Purpose

Learn Ceph
learnceph
Published in
2 min readDec 24, 2016

Hello, and welcome to learnceph.org. As you can probably guess by the name, this is where I’m going to document my journey from neophyte to hopefully becoming fairly proficient with Ceph. I’ll be using “Jewel” which at the time of this writing, is the latest stable version. I haven’t quite determined yet how I’ll update this site when newer versions become stable, but I do intend to keep this site updated.

I guess I should immediately mention that I will be setting this up in a lab environment, and will not be using any data that I care about, as I expect I’ll be making mistakes along the way. If you decide to follow along, please remember that I’ll be documenting my mistakes and successes equally. Doing so with data you care about will likely lead to data loss. You’ve been warned!

What is ceph?
From their docs: Ceph is a free-software storage platform that implements object storage on a single distributed computer cluster, and provides interfaces for object-, block- and file-level storage. Ceph aims primarily for completely distributed operation without a single point of failure, scalable to the exabyte level, and freely available.
Ceph replicates data and makes it fault-tolerant,using commodity hardware and requiring no specific hardware support. As a result of its design, the system is both self-healing and self-managing, aiming to minimize administration time and other costs.

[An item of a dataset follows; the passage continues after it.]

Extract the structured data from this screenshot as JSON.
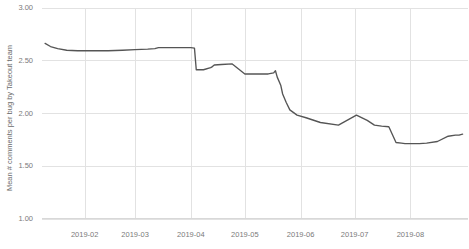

I’ll add: It also includes a plethora of features that you’d generally find in higher tier SAN or other storage solutions, such as: thin provisioning, copy on write, snapshots, fault tolerance, fast replication, as well as being aware of multiple failure domains (such as node, rack, pod, row, floor, datacenter, etc.) thus allowing data to be resilient in different failure scenarios.
Best of all, Ceph has been added to the native linux kernel since 2.6.39, so any modern linux machine should be able to use it.

Who is this site for?
I’m not sure who might find this site useful to be honest. The primary goal is to document my own learning experience. If it helps others in the process.. even better. So, I don’t have a specific target audience. Instead, I’ll tell you a little about my background. I have a fair bit of linux experience, but I don’t have a lot of exposure to storage systems other than standard hardware and software RAID (and primarily RAID levels 1,5, and 10.) I have some experience with clustered servers and services, and high availability. For the typical reader, I’m only going to assume a solid linux knowledge. If you don’t have that, I’d encourage you to check out some of the great free courses at EdX, Coursera, or Cybrary before attempting to learn a specific skillset in linux.